Arab Israeli lawyer arrested for incitement on social media
Tareq Barghout, on defense team of alleged teen Palestinian terrorist, is accused of making Facebook posts supporting attacks

An Arab Israeli attorney who is on the defense team of an alleged teenaged Palestinian terrorist was arrested Tuesday on suspicion of publishing inciting material on Facebook.
Jerusalem District Police confirmed Wednesday that Tareq Barghout, a criminal defense attorney with offices in Jerusalem, had been taken in for questioning and subsequently arrested.
In a Wednesday hearing at the Jerusalem Magistrate’s Court, police said Barghout had posted messages on Facebook praising terrorists and encouraging further attacks. They requested for Barghout to be held under house arrest for five days and prevented from using social media for more than 3 years.
Barghout is known for defending a number of Palestinian suspects, among them 13-year-old Ahmed Manasra, who is charged with stabbing and seriously wounding two Israeli youths in the Pisgat Ze’ev neighborhood of Jerusalem in October.
Joint (Arab) List MK Osama Sa’adi called the arrest “arbitrary” and dangerous. “We are looking at a dangerous precedent and a slippery slope, dangerous and antidemocratic,” Sa’adi told the Hebrew-language NRG website.
He branded the incident an act of persecution against “a young, energetic attorney who on more than one occasion embarrassed the police and security services in the courts, and for this he was marked — and not for any particular [Facebook] status. There is no rationale for attorney Barghout’s arrest, and he must be released immediately.”
Incitement to violence through social media networks has been cited as a major cause of the recent lone wolf-style violence prevalent in the current wave of terror against Israelis, in which spontaneous attacks have been carried out by individual Palestinians — most of them young adults or teenagers.
In October, 20,000 Israelis signed onto a class-action lawsuit against Facebook for ignoring Palestinian incitement to violence against Israelis, in the wake of a large number of anti-Israel groups on the site.
The lead plaintiff in the lawsuit, Richard Lakin, died the week the lawsuit was filed, having been shot and stabbed by Palestinian terrorists while riding on a Jerusalem bus two weeks earlier. The Lakin family blames Palestinian incitement online for his death.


**ACTIVITY**
Restate all entries exactly. Skip the images.

※ ※ ※

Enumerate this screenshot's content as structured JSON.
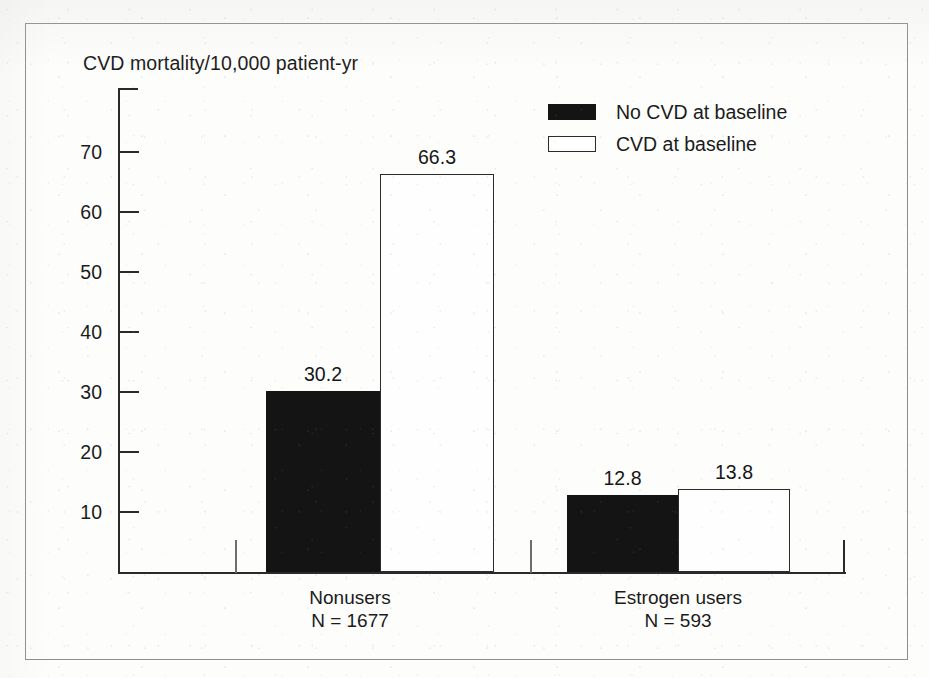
{
  "chart_data": {
    "type": "bar",
    "title": "",
    "ylabel": "CVD mortality/10,000 patient-yr",
    "xlabel": "",
    "ylim": [
      0,
      80
    ],
    "grid": false,
    "legend_position": "top-right",
    "categories": [
      "Nonusers",
      "Estrogen users"
    ],
    "category_sublabels": [
      "N = 1677",
      "N = 593"
    ],
    "yticks": [
      10,
      20,
      30,
      40,
      50,
      60,
      70
    ],
    "series": [
      {
        "name": "No CVD at baseline",
        "color": "#141414",
        "values": [
          30.2,
          12.8
        ],
        "labels": [
          "30.2",
          "12.8"
        ]
      },
      {
        "name": "CVD at baseline",
        "color": "#ffffff",
        "values": [
          66.3,
          13.8
        ],
        "labels": [
          "66.3",
          "13.8"
        ]
      }
    ]
  },
  "axis": {
    "title": "CVD mortality/10,000 patient-yr",
    "tick_labels": [
      "70",
      "60",
      "50",
      "40",
      "30",
      "20",
      "10"
    ]
  },
  "legend": {
    "items": [
      {
        "label": "No CVD at baseline",
        "swatch": "dark"
      },
      {
        "label": "CVD at baseline",
        "swatch": "light"
      }
    ]
  },
  "groups": [
    {
      "name": "Nonusers",
      "sublabel": "N = 1677",
      "bars": [
        {
          "series": "No CVD at baseline",
          "value": 30.2,
          "label": "30.2",
          "style": "dark"
        },
        {
          "series": "CVD at baseline",
          "value": 66.3,
          "label": "66.3",
          "style": "light"
        }
      ]
    },
    {
      "name": "Estrogen users",
      "sublabel": "N = 593",
      "bars": [
        {
          "series": "No CVD at baseline",
          "value": 12.8,
          "label": "12.8",
          "style": "dark"
        },
        {
          "series": "CVD at baseline",
          "value": 13.8,
          "label": "13.8",
          "style": "light"
        }
      ]
    }
  ],
  "colors": {
    "ink": "#141414",
    "axis": "#2a2a2a",
    "border": "#8d8d8d",
    "paper": "#fdfdfc"
  }
}
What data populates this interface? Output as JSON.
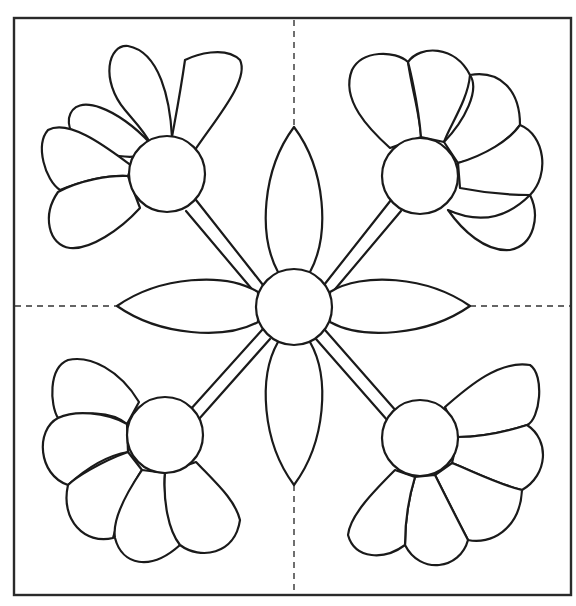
{
  "pattern": {
    "type": "quilt-block-line-art",
    "colors": {
      "line": "#1a1a1a",
      "background": "#ffffff",
      "frame": "#2a2a2a"
    },
    "frame": {
      "x": 14,
      "y": 18,
      "w": 557,
      "h": 577
    },
    "guides": {
      "vx": 294,
      "hy": 306
    },
    "center": {
      "cx": 294,
      "cy": 307,
      "r": 38
    },
    "leaves": [
      {
        "name": "top",
        "tip": [
          294,
          127
        ]
      },
      {
        "name": "bottom",
        "tip": [
          294,
          485
        ]
      },
      {
        "name": "left",
        "tip": [
          117,
          306
        ]
      },
      {
        "name": "right",
        "tip": [
          470,
          306
        ]
      }
    ],
    "flowers": [
      {
        "name": "top-left",
        "cx": 167,
        "cy": 174,
        "r": 38,
        "petals": 5
      },
      {
        "name": "top-right",
        "cx": 420,
        "cy": 176,
        "r": 38,
        "petals": 5
      },
      {
        "name": "bottom-left",
        "cx": 165,
        "cy": 435,
        "r": 38,
        "petals": 5
      },
      {
        "name": "bottom-right",
        "cx": 420,
        "cy": 438,
        "r": 38,
        "petals": 5
      }
    ]
  }
}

※ ※ ※

**ANSWER TO THIS TASK**
Enumerate this screenshot's content as structured JSON.
{
  "chart_data": {
    "type": "bar",
    "title": "",
    "ylabel": "CVD mortality/10,000 patient-yr",
    "xlabel": "",
    "ylim": [
      0,
      80
    ],
    "grid": false,
    "legend_position": "top-right",
    "categories": [
      "Nonusers",
      "Estrogen users"
    ],
    "category_sublabels": [
      "N = 1677",
      "N = 593"
    ],
    "yticks": [
      10,
      20,
      30,
      40,
      50,
      60,
      70
    ],
    "series": [
      {
        "name": "No CVD at baseline",
        "color": "#141414",
        "values": [
          30.2,
          12.8
        ],
        "labels": [
          "30.2",
          "12.8"
        ]
      },
      {
        "name": "CVD at baseline",
        "color": "#ffffff",
        "values": [
          66.3,
          13.8
        ],
        "labels": [
          "66.3",
          "13.8"
        ]
      }
    ]
  },
  "axis": {
    "title": "CVD mortality/10,000 patient-yr",
    "tick_labels": [
      "70",
      "60",
      "50",
      "40",
      "30",
      "20",
      "10"
    ]
  },
  "legend": {
    "items": [
      {
        "label": "No CVD at baseline",
        "swatch": "dark"
      },
      {
        "label": "CVD at baseline",
        "swatch": "light"
      }
    ]
  },
  "groups": [
    {
      "name": "Nonusers",
      "sublabel": "N = 1677",
      "bars": [
        {
          "series": "No CVD at baseline",
          "value": 30.2,
          "label": "30.2",
          "style": "dark"
        },
        {
          "series": "CVD at baseline",
          "value": 66.3,
          "label": "66.3",
          "style": "light"
        }
      ]
    },
    {
      "name": "Estrogen users",
      "sublabel": "N = 593",
      "bars": [
        {
          "series": "No CVD at baseline",
          "value": 12.8,
          "label": "12.8",
          "style": "dark"
        },
        {
          "series": "CVD at baseline",
          "value": 13.8,
          "label": "13.8",
          "style": "light"
        }
      ]
    }
  ],
  "colors": {
    "ink": "#141414",
    "axis": "#2a2a2a",
    "border": "#8d8d8d",
    "paper": "#fdfdfc"
  }
}
What data populates this interface? Output as JSON.
{
  "pattern": {
    "type": "quilt-block-line-art",
    "colors": {
      "line": "#1a1a1a",
      "background": "#ffffff",
      "frame": "#2a2a2a"
    },
    "frame": {
      "x": 14,
      "y": 18,
      "w": 557,
      "h": 577
    },
    "guides": {
      "vx": 294,
      "hy": 306
    },
    "center": {
      "cx": 294,
      "cy": 307,
      "r": 38
    },
    "leaves": [
      {
        "name": "top",
        "tip": [
          294,
          127
        ]
      },
      {
        "name": "bottom",
        "tip": [
          294,
          485
        ]
      },
      {
        "name": "left",
        "tip": [
          117,
          306
        ]
      },
      {
        "name": "right",
        "tip": [
          470,
          306
        ]
      }
    ],
    "flowers": [
      {
        "name": "top-left",
        "cx": 167,
        "cy": 174,
        "r": 38,
        "petals": 5
      },
      {
        "name": "top-right",
        "cx": 420,
        "cy": 176,
        "r": 38,
        "petals": 5
      },
      {
        "name": "bottom-left",
        "cx": 165,
        "cy": 435,
        "r": 38,
        "petals": 5
      },
      {
        "name": "bottom-right",
        "cx": 420,
        "cy": 438,
        "r": 38,
        "petals": 5
      }
    ]
  }
}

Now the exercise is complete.